In classical education, the rhetoric stage includes high school and college years. This is when the human mind is well suited to the development of research writing skills. Students are ready to research facts and complex ideas then express logical answers to important questions as they persuade others with clear analytical writing.  In practical terms, start writing research papers early in high school so that this skill has time to become college-ready.

Homeschool Parents: If you have misgivings about how to teach this subject to your student, enlist the aid of others who teach or write research pieces professionally. Find friends with degrees in research fields and sweet-talk them into objectively grading your young writer’s efforts. Encourage your teen’s co-op teachers to assign research papers in high school classes. Be willing to master research writing for yourself while you both develop writing skills.
 

2. Train for “adulting skills” while still in high school

The skills needed to boost college success are often simple “adulting skills” that should be sharpened well before dorm move-in day. Common-sense abilities like money management, self-control, and determination will help throughout college, career, marriage, and life. Knowing how to change a tire and cook a decent meal are icing on the cake!

An essential college skill is time-management. Many students who fail at college did so because they weren’t able to balance social activities and part-time jobs with their need to study, sleep, do some laundry, grab some decent food, and get to class. To avoid time management disasters, learn to juggle your own schedule now while you can still cheaply handle a few disasters. At college, mangled schedules will cost time, money, and tuition. Find a planning system and learn how to use it now instead of after a disaster happens.

Homeschool Parents: If you are still doing all the scheduling, organizing, and teaching during your teen’s high school years, your first step is to hand much of the job off to your teen. Have him take over his own academic and life schedule. Let him work out his own academic planning. Walk him through the process of evaluating his course load and learn how to allot the time needed for each subject. Have him plan for trips, work, music lessons, sports, and free time. Making mid-course adjustments to a hectic schedule is part of the learning package, no extra charge.

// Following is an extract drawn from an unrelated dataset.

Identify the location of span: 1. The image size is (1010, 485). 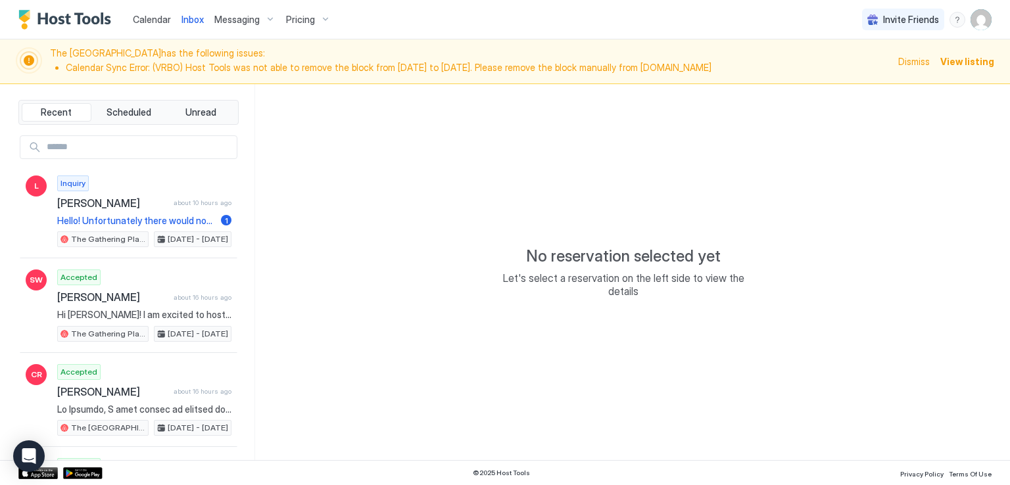
(226, 220).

3. Practice healthy failure recovery

Parents: As a master of one’s own schedule, the student must suffer the consequences for poor planning, even if it means she earns a low score on a quiz or paper. The resolve of many well-meaning parents melts when the student’s transcript pays the price of priorities gone awry. If procrastination is your teen’s struggle it is better to earn a poor grade now than fail in college. Understanding his own limitations means he’s on his way to better time management. He is also on his way to developing the third most practical college skill: failure recovery.

Learning how to recover from a failed task is vital. Mastering this piece of the puzzle will make all the difference. College will be an untidy mix of positive and negative experiences that ultimately teach us a lot about ourselves. If your teen is crushed by even minor setbacks now, you’ll need to practice healthy recovery every chance you get before freshman orientation.
High school is a time of countless mental changes. The process will feel like three steps forward, two steps back. Use these four years wisely to help your student mature in these three areas. May too few parking spaces, weird roommates, and questionable cafeteria food be the worst disasters she’ll suffer in her college years.